10 DIAFRAMMA : Volume 13
Still waiting to hear essential releases like Frank Black's Frank Black Francis etc...
Label of the year: LTM with THREE records (02, 03 and 05) in the top 10!
Merry Christmas and a Happy 2005, waiting for a new New Order album in spring and some new releases by Gabrielles Wish and La Skarnemurta!
07 BJORK : Medulla
08 EL MUNIRIA : Stanza 218
09 LA SKARNEMURTA : Neruda!
10 DIAFRAMMA : Volume 13
Still waiting to hear essential releases like Frank Black's Frank Black Francis etc...
Label of the year: LTM with THREE records (02, 03 and 05) in the top 10!
Merry Christmas and a Happy 2005, waiting for a new New Order album in spring and some new releases by Gabrielles Wish and La Skarnemurta!
Monday, 13 December 2004
Cool As Ice / Twice As Nice
In these two years the always excellent LTM (Les Temps Modernes) has given us two CDs collecting some of the best releases produced for Factory Records (and connected labels) in the early and mid 80s by New Order members (under the name Be Music), legendary New York DJs Arthur Baker and Mark Kamins, and Donald Johnson of A Certain Ratio. These compilations alone justify the very name of the label, these songs have remained mostly a rarity for connoisseurs of the scene, and yet they sound, more than modern, like hidden gems from the future.
You hear it from the explosive start of COOL AS ICE, 52nd Street's Can't Afford To Let You Go, a lost electro masterpiece we now rediscover thanks to LTM. The fact these compilations take their titles from one of their few but wonderful singles is just appropriate. They've been one of the less popular Factory bands (except some cult status in the American dance club scene), and moving to Virgin later didn't help their career, but their songs tower above everything else on these albums. People can have a weird taste, and you see it from todays charts. In my world, 52nd Street have kicked Madonna off the number 1 of the mainstream charts (though they actually came earlier).
There's also the seminal Looking From A Hilltop by Section 25 (formerly a great post punk band as well), cited by many house and techno pioneers as an influence, and tracks by Quando Quango (with guests like Johnny Marr from The Smiths and Simon Topping from A Certin Ratio), the band of Mike Pickering, future Hacienda DJ and leader of M People, Marcel King (formerly of Sweet Sensation) and Paul Haig (from post punk cult heroes Josef K).
Top rarities come from the deliciously weird Thick Pigeon (formed by Stanton Miranda and future movie soundtrack composer Carter Burwell), Life, a band formed by Andy Robinson, then already a New Order crew member and now their manager since Rob Gretton's death and there's even the Theme by Be Music (actually New Order's Peter Hook on this track).

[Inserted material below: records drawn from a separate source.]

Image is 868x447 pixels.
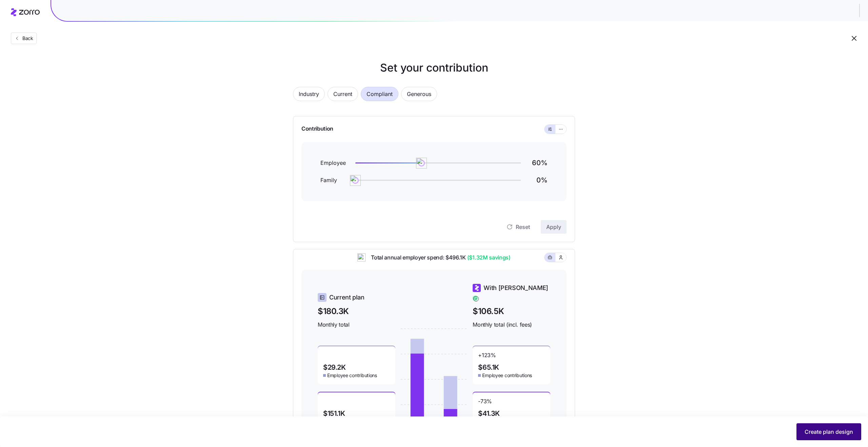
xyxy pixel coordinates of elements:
[466,253,511,261] span: ($1.32M savings)
[299,87,319,101] span: Industry
[323,410,345,417] span: $151.1K
[547,223,561,231] span: Apply
[478,364,499,370] span: $65.1K
[805,427,853,436] span: Create plan design
[321,158,348,167] span: Employee
[329,292,365,302] span: Current plan
[321,176,348,184] span: Family
[266,60,602,76] h1: Set your contribution
[11,33,36,44] button: Back
[541,220,566,233] button: Apply
[478,352,496,362] span: + 123 %
[334,87,353,101] span: Current
[478,410,500,417] span: $41.3K
[327,372,377,379] span: Employee contributions
[293,87,325,101] button: Industry
[318,320,396,329] span: Monthly total
[473,320,550,329] span: Monthly total (incl. fees)
[365,253,510,261] span: Total annual employer spend: $496.1K
[416,158,427,168] img: ai-icon.png
[482,372,532,379] span: Employee contributions
[478,398,492,408] span: -73 %
[473,305,550,317] span: $106.5K
[318,305,396,317] span: $180.3K
[323,364,346,370] span: $29.2K
[401,87,437,101] button: Generous
[357,253,365,261] img: ai-icon.png
[327,87,358,101] button: Current
[20,35,33,42] span: Back
[797,423,861,440] button: Create plan design
[515,223,530,231] span: Reset
[302,124,334,134] span: Contribution
[407,87,431,101] span: Generous
[367,87,393,101] span: Compliant
[501,220,535,233] button: Reset
[528,158,547,167] h2: 60 %
[350,175,361,186] img: ai-icon.png
[484,283,548,292] span: With [PERSON_NAME]
[361,87,399,101] button: Compliant
[528,176,547,185] h2: 0 %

You may wonder how LTM can better such a compilation. Well, wait until you've heard TWICE AS NICE. Again the amazing, breath-taking masterpiece comes from 52nd Street. I've thought they couldn't have made a better song than Cool As Ice for years, and here I've discovered the absolutely perfect electro funk of Look Into My Eyes (produced by Johnson of course), the best funk track ever, trust me, yes even better than anything by the fantastic ACR. That beginning when the fat groove made of fabulous bass and percussions with keyboards blasts on the thin guitar is worth the price of the CD alone (which is cheap anyway, but you know what I mean). And that's the fifth song, the compilation has another awesome start with their own Express, something between the classic funk of the 70s and the house funk sampling of the late 80s. In other words, a timeless futuristic classic.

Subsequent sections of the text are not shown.